What’s the wall thickness? Thin wall tube needs the laser more, because saw cuts leave deburring; thin wall also needs mandrel bending, because anything else collapses it. The thinner the wall, the stronger the case for properly spec’ing both ends.
For most UK fabricators we’ve worked with, the honest answer is that you grow into the pair. Plenty start with NC hydraulic bending and a saw, add a fibre laser two or three years in when volume justifies it, and end up rebalancing the bend operation onto a CNC machine once the laser is feeding it cleanly. Some do it the other way round. Both routes work. The trap is buying a single machine and trying to make it cover work it was never designed for.
A note on tooling, training and aftercare
This part isn’t glamorous, but it matters. Every tube bender we sell comes with its own tooling stack, including bend, clamp, pressure, mandrels, and wiper dies. Each part you bend wants its own setup. Buying the machine is one thing, building the tooling library you need to run production is another, and people underestimate it.
We run training programs at our Stourbridge base and on-site for both bender and laser operators, and we run service contracts for installed machines. If you’re buying anywhere, from us or anyone else, ask the supplier what their service response time looks like for your area. A laser down for a week will cost you more than the support contract by a factor of ten, and the same is true for benders feeding a continuous welding line.
Pulling it together
Tube laser cutting and tube bending machinery solve different halves of the same problem: turning a length of straight tube into a finished, fitted component. The laser takes care of cutting, profiling, hole-making and marking. The bender takes care of the geometry, the radii, the angles, and the route the tube takes through space. You need precise cutting to ensure your bent component fits the rest of the assembly. You need bending capability to put the part where it has to go. Either machine, on its own, gets you part of the way. Together, they’re the line.

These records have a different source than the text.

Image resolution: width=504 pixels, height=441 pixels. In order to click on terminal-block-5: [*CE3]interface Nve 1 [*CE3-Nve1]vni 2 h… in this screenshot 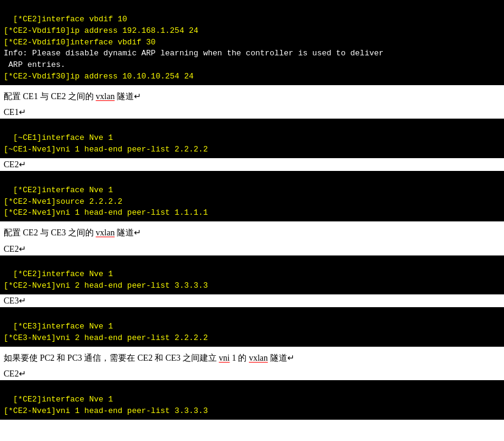, I will do `click(252, 327)`.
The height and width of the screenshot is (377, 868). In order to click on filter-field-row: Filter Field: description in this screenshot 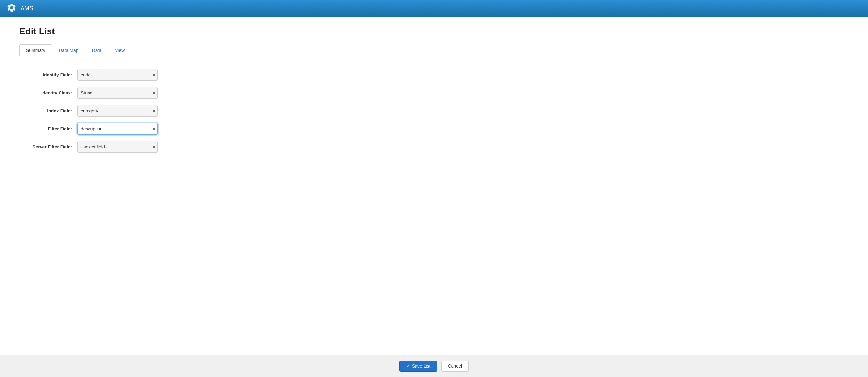, I will do `click(434, 129)`.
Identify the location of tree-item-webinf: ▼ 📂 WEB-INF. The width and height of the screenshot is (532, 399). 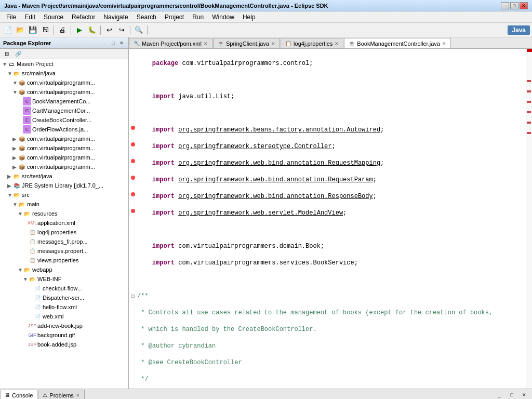
(64, 279).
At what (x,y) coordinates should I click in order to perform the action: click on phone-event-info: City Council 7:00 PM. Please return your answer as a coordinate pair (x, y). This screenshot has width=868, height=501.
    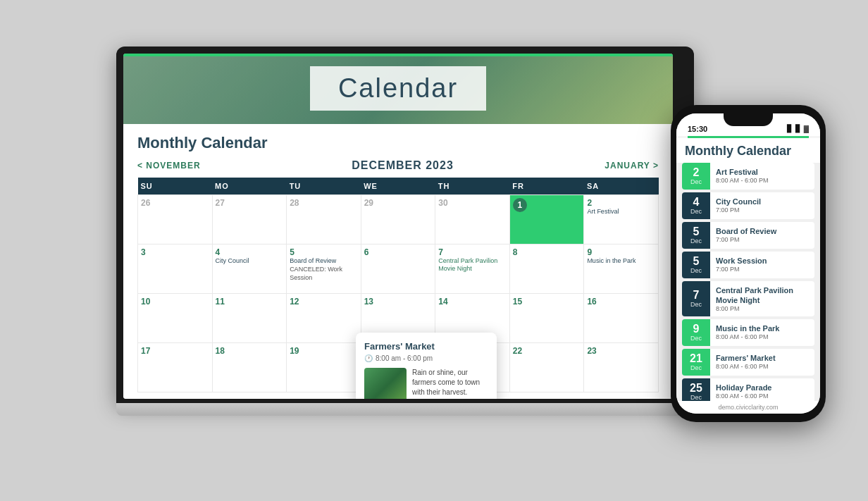
    Looking at the image, I should click on (762, 206).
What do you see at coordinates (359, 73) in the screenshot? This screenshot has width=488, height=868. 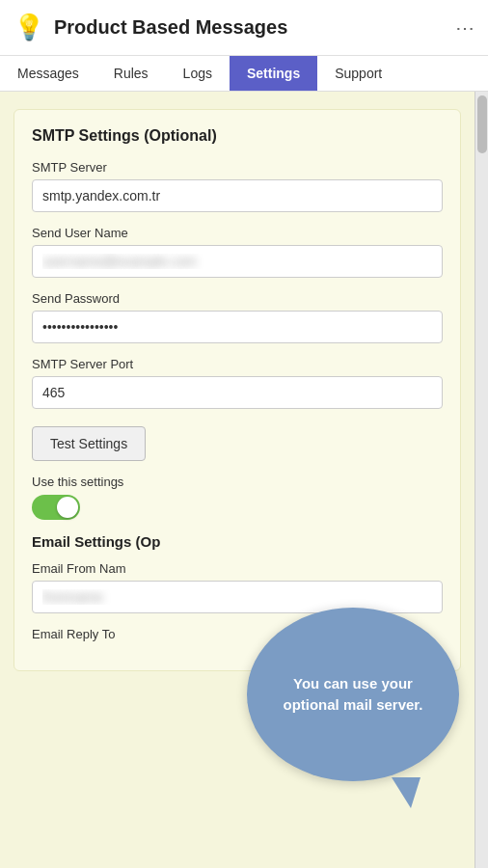 I see `tab-support: Support` at bounding box center [359, 73].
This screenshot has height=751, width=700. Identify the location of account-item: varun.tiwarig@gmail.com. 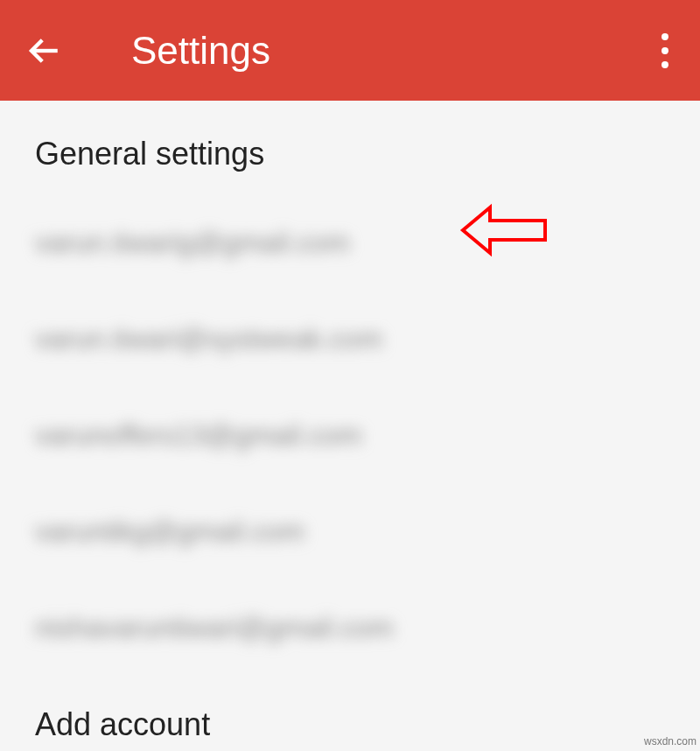
(350, 242).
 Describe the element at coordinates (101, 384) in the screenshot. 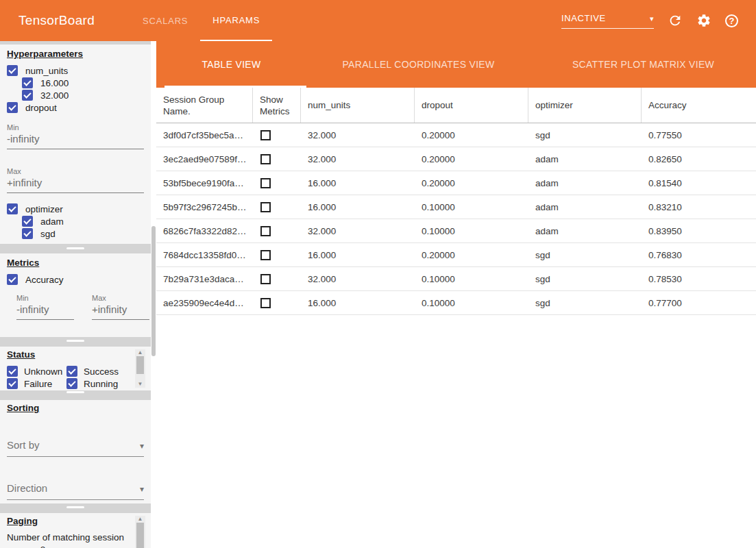

I see `status-running-label: Running` at that location.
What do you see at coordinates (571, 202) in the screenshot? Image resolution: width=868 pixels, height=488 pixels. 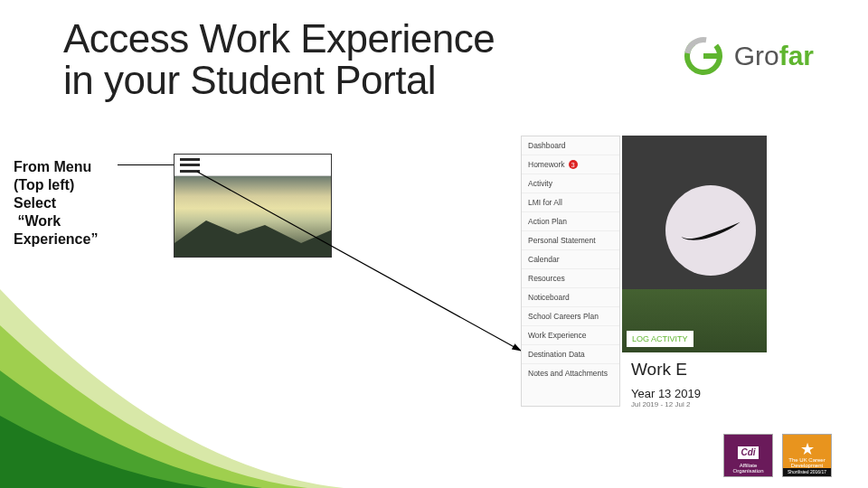 I see `sidebar-item-lmi: LMI for All` at bounding box center [571, 202].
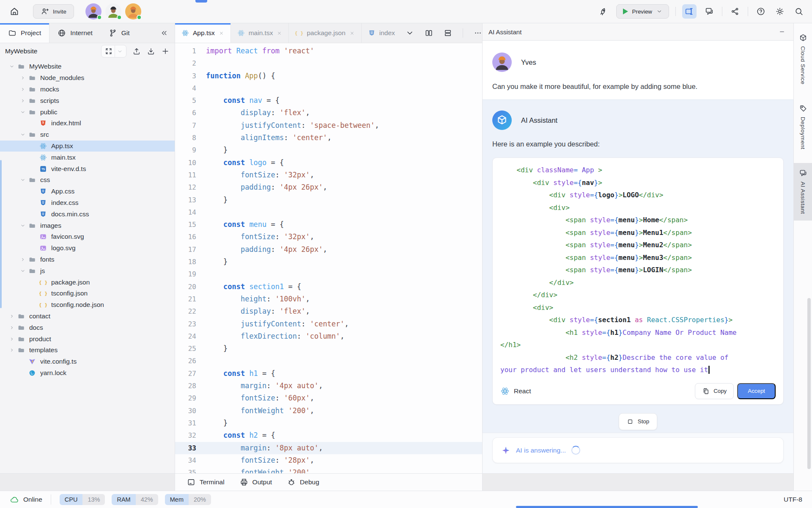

If you’re trying to scope this for your shop, the most useful thing we can do is have the conversation properly, drawings in front of us, volumes and materials on the table, and walk you through the specific machines that fit. We’ve got a full range of tube laser cutters and tube bending machinery on the tube machinery section of the site, and the team are always happy to talk through real production problems on 01384 264950, no obligation either way.
We’ve been doing this a long time, and the conversations that lead to the best installs always start with the part, not the machine.